Terrorizing Kids About Climate Change
One of the most vivid memories of my Cold War childhood was of my dad tucking me into bed one night at the height of tensions with Russia.
I asked my father what would happen if we went to war and the Russians won.
“They’ll make us their slaves,” he said calmly, turning out the light. “Now good night, sweet dreams.”
Sweet dreams? Of what, me milking Siberian cows and clipping the toenails of Nikita Khrushchev?
Talk of nuclear war was everywhere in those days and neighbors argued about the morality of building fallout shelters. For instance, what would you do if you had the only shelter on the street and all of your friends were trying to get in as the bombs were dropping, but you only had enough supplies for your immediate family?
“We’ll just die in the blast,” my father declared, when my mother asked if we should start digging. “That would be better than sitting in a smelly tomb for months eating Ritz crackers.”
If it came right down to it, I preferred Russian slavery to death, but didn’t dare voice that opinion to my father.
I’m reminded of this because people of my generation know a thing or two about public hysteria and what it does to kids. So trust me when I say that brainwashing youngsters with doomsday scenarios of global warming is not good for them.
The left needs to cut it out, stop using kids as surrogates for their radical agenda and accept responsibility for upticks in suicide and depression in youngsters as a result of their scare campaign.
Fans of the HBO series “Big Little Lies” - a show about five neurotic Monterey, CA mothers and their children - will remember the episode in the second season where one of the precocious second graders had an anxiety attack in class and had to be hospitalized. Turned out she was severely stressed over climate change, which was being preached in the classroom.
The mother, played by Laura Dern, stormed the school and lectured the principal and teacher for terrifying the children.
I was surprised by the episode, a rare instance of Hollywood toying with the notion that climate panic is overblown and that perhaps frightening kids is unhealthy.
Which brings us, not just to the Swedish girl who’s being treated like some sort of climate Rasputin by the left, but to the fevered, apocalyptic fear-mongering that’s going on in public schools and elsewhere.
It is possible to believe the climate is changing without buying into the hype that we’ll all be dead in 12 (or 20, 50 or 100) years.
During Friday’s climate strike millions of kids reportedly skipped school to protest plastic straws and meat and capitalism and fossil fuels and greenhouse gases and all the other things that supposedly have brought humanity to the brink of destruction. In some school districts, superintendents offered to sign absentee slips for kids who wanted to miss class, outraging some parents who wanted their offspring in school, not on the streets..
Then there was yesterday’s speech to world leaders at the UN by the young Swede who we’ve been told is exempt from criticism because she suffers from anxiety disorders and Asperger’s.
I don’t pick on kids anyway, so I will say only this: I feel sorry for her and for other children who have had their childhoods nuked by manipulative parents, politicians, teachers and other hysterics.
While it makes for dramatic television to have a child angrily scolding adults who have given her a world filled with modern medicine, healthy foods, technology, vaccines and a life expectancy that is decades longer than her ancestors, it is simply heartbreaking to see someone so winsome and young be so distraught, pessimistic and afraid.
The future is bright. She just doesn’t know it yet. Neither did we during the Cold War.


Exercise instructions → Return all lines in the data where the string "List" can be found.

Data records →

BEGIN

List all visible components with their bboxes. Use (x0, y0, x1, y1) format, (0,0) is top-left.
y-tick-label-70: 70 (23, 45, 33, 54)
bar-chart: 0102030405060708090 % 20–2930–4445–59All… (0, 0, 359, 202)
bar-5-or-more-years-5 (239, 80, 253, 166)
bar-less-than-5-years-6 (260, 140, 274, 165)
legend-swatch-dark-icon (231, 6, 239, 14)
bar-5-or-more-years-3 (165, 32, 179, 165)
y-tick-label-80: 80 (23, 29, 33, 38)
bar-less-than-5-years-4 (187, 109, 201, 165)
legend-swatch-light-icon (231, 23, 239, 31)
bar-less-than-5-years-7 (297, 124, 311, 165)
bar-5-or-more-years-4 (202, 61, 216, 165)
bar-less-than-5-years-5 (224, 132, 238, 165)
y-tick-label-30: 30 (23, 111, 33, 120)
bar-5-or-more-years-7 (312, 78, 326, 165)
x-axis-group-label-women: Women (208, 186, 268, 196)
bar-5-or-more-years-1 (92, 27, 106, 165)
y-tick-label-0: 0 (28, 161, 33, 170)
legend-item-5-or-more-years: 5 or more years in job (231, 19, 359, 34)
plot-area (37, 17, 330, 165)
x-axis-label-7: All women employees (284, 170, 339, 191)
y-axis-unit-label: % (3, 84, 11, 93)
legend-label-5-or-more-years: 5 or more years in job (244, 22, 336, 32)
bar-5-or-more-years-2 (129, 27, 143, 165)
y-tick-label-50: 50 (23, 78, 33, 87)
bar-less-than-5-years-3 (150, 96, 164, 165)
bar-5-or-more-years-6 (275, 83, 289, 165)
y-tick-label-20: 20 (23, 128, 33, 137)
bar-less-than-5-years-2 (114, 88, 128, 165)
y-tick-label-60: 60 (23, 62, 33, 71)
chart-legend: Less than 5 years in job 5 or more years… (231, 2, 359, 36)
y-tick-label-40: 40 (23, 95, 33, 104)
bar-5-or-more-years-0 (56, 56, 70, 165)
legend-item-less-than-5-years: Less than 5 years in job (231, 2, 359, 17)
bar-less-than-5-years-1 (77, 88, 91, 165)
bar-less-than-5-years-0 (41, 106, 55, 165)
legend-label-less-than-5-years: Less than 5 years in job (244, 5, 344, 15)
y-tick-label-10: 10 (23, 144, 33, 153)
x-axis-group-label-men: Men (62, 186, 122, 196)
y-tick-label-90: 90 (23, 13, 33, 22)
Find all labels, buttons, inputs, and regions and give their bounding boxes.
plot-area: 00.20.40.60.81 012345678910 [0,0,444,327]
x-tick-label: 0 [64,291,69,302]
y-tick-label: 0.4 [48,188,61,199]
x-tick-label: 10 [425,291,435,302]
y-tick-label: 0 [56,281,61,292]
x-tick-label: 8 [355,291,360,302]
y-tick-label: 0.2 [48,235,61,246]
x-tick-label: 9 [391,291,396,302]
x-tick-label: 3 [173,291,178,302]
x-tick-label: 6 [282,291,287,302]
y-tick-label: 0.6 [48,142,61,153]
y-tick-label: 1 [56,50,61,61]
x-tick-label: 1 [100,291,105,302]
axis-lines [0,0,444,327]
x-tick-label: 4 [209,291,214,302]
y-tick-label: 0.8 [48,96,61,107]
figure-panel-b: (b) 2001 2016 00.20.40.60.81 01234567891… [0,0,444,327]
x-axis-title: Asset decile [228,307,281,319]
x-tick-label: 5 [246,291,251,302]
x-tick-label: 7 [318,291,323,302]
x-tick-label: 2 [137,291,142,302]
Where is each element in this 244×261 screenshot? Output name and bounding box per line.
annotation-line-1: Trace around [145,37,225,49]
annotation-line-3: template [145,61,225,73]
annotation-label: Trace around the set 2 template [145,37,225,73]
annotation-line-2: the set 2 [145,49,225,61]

END
BEGIN

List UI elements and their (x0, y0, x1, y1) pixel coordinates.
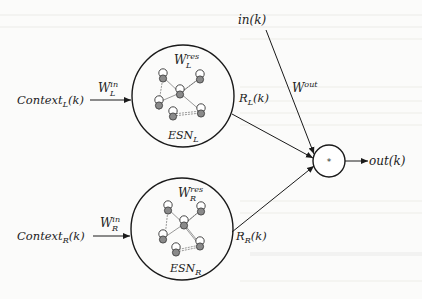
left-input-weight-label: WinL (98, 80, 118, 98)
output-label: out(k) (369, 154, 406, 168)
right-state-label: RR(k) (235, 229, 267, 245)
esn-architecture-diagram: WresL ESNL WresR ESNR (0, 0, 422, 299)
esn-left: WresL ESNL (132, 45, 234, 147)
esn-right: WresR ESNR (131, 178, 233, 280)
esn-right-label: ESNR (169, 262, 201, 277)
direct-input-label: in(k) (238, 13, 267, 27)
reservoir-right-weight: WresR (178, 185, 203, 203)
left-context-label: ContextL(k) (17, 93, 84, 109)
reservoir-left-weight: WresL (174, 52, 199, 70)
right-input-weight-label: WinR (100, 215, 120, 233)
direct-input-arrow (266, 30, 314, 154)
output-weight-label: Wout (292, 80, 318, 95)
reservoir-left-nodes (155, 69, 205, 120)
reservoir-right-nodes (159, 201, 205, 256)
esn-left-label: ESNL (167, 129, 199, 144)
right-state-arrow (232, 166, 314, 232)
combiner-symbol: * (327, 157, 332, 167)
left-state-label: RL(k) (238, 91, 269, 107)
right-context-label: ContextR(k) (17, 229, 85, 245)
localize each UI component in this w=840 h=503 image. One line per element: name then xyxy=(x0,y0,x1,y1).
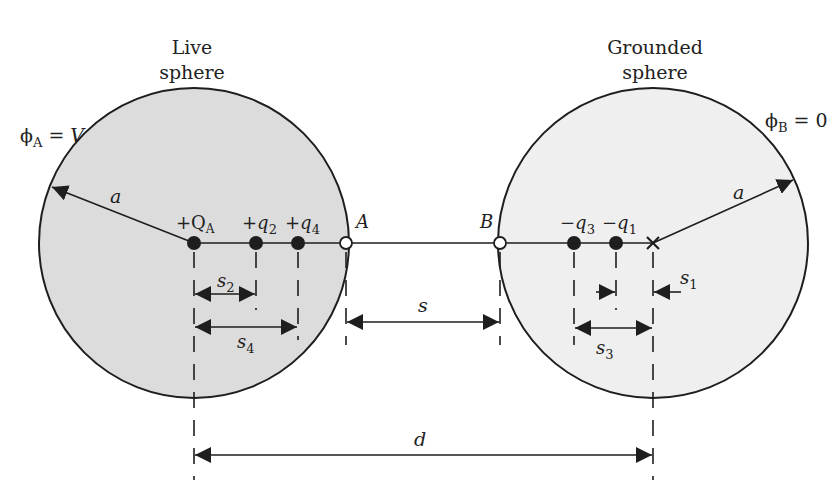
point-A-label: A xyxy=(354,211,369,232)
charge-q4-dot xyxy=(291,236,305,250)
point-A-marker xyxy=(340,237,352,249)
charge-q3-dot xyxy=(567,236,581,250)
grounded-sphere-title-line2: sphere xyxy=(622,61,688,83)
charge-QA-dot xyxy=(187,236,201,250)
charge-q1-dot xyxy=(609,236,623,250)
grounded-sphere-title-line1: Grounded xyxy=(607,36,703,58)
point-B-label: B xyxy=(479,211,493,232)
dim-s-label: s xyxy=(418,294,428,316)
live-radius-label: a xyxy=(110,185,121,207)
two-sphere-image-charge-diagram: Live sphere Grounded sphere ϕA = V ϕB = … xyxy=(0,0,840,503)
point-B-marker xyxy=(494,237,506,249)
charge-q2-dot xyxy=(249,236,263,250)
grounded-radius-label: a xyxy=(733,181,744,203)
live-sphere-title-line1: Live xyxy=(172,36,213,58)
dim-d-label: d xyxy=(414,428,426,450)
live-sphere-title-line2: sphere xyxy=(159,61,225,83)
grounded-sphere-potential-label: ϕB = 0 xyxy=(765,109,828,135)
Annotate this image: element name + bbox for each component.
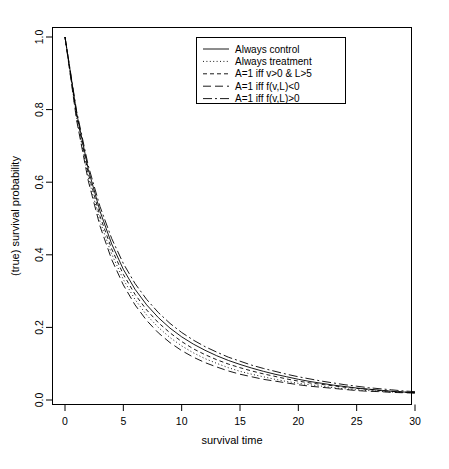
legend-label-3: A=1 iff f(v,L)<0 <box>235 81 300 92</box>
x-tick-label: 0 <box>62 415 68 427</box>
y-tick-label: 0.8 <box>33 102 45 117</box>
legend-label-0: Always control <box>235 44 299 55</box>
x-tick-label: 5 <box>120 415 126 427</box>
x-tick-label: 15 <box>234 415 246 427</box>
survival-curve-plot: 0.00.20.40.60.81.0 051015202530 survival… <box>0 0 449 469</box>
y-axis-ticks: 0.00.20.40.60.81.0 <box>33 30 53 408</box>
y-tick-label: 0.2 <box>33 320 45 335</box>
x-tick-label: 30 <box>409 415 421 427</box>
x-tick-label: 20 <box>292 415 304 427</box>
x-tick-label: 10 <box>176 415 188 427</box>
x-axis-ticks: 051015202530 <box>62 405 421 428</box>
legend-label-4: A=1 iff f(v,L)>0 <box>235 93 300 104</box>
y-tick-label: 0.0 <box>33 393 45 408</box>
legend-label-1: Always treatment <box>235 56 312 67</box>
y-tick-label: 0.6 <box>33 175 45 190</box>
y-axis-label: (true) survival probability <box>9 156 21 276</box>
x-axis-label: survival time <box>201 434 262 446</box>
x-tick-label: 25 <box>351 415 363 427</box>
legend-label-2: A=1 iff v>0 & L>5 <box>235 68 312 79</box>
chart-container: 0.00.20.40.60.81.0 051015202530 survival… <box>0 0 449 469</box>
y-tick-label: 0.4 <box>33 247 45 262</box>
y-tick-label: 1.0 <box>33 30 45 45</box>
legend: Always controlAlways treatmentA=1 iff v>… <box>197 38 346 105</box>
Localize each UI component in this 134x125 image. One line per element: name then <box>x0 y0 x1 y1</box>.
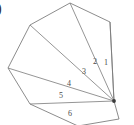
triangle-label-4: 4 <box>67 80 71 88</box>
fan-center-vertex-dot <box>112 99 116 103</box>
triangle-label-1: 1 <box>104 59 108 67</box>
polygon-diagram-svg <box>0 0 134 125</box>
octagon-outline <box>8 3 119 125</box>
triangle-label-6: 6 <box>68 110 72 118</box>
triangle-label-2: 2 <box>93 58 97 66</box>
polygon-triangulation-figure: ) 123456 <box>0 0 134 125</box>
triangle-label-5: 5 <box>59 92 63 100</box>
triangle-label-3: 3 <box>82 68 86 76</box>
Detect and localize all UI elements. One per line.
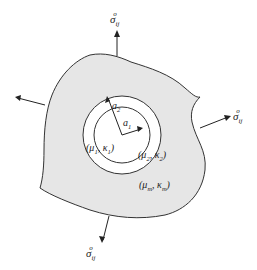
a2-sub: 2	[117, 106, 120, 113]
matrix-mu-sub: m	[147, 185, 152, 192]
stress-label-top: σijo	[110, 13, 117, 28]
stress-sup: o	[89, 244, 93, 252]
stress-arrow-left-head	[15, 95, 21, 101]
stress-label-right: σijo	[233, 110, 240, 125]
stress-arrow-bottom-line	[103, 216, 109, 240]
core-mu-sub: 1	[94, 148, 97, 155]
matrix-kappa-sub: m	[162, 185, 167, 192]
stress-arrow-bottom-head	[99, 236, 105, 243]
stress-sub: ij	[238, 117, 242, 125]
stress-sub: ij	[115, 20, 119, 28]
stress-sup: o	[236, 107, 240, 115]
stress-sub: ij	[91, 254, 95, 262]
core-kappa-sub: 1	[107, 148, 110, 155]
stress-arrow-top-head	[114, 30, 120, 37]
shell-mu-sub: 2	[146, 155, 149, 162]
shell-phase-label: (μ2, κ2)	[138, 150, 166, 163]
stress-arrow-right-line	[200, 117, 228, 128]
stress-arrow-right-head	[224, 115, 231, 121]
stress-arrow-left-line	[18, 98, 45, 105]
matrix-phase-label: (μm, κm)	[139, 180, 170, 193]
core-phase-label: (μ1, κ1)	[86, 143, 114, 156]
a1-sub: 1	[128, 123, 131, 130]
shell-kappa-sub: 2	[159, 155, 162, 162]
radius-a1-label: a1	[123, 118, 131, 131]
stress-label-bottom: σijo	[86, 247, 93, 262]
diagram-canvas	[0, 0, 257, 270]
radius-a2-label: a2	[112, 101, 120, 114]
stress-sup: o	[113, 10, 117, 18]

END
BEGIN

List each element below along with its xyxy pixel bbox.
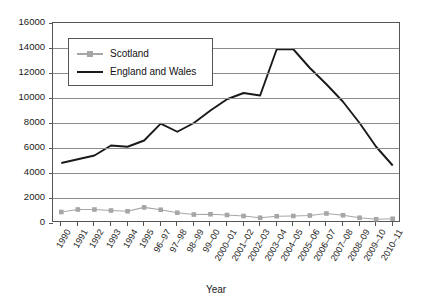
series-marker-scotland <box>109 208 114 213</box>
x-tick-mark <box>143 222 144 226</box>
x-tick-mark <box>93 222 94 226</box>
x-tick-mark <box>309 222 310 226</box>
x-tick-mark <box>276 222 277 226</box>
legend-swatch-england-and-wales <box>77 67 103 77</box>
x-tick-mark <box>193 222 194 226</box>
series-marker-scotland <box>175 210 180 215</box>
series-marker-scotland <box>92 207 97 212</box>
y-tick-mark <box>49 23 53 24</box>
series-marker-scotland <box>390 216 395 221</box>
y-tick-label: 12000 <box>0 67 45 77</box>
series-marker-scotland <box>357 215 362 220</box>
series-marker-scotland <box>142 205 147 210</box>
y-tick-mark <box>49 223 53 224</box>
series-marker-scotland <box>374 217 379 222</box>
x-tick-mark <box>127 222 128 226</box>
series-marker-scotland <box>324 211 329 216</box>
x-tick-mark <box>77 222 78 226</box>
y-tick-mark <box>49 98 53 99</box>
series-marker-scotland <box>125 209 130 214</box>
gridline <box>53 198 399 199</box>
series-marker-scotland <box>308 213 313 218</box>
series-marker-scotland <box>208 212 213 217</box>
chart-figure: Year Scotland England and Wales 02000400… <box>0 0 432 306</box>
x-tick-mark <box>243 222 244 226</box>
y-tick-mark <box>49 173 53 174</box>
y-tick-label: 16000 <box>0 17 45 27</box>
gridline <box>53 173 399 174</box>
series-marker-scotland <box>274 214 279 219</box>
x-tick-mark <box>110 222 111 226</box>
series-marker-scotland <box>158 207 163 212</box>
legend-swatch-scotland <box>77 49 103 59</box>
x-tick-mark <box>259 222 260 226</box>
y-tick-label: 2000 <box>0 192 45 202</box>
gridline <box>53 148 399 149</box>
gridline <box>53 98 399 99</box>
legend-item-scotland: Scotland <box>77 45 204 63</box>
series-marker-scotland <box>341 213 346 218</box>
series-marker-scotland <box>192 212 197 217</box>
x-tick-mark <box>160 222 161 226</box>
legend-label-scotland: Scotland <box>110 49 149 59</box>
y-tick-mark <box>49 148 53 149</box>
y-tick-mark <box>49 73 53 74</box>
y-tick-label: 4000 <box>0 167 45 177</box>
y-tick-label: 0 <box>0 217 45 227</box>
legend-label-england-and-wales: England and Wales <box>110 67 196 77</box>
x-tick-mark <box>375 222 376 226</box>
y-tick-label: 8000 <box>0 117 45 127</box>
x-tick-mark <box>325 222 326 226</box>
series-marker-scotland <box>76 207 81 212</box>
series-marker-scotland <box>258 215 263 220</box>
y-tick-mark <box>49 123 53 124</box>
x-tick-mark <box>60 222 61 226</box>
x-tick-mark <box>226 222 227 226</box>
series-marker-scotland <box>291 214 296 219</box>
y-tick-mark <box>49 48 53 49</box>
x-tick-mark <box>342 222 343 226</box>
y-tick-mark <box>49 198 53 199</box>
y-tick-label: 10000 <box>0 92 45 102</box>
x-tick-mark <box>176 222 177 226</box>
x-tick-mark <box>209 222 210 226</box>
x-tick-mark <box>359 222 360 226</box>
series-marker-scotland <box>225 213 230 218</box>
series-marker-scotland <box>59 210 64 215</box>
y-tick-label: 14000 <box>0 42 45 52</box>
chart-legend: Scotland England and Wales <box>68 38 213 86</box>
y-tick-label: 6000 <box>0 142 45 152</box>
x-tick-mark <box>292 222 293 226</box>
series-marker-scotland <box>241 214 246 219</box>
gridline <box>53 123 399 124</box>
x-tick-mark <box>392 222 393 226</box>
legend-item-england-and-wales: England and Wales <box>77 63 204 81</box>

END

Your solution →
List all visible components with their bboxes. Use (x0, y0, x1, y1) format, (0,0) is top-left.
List UI elements and their (x0, y0, x1, y1) pixel coordinates.
List each element below along with its xyxy pixel bbox.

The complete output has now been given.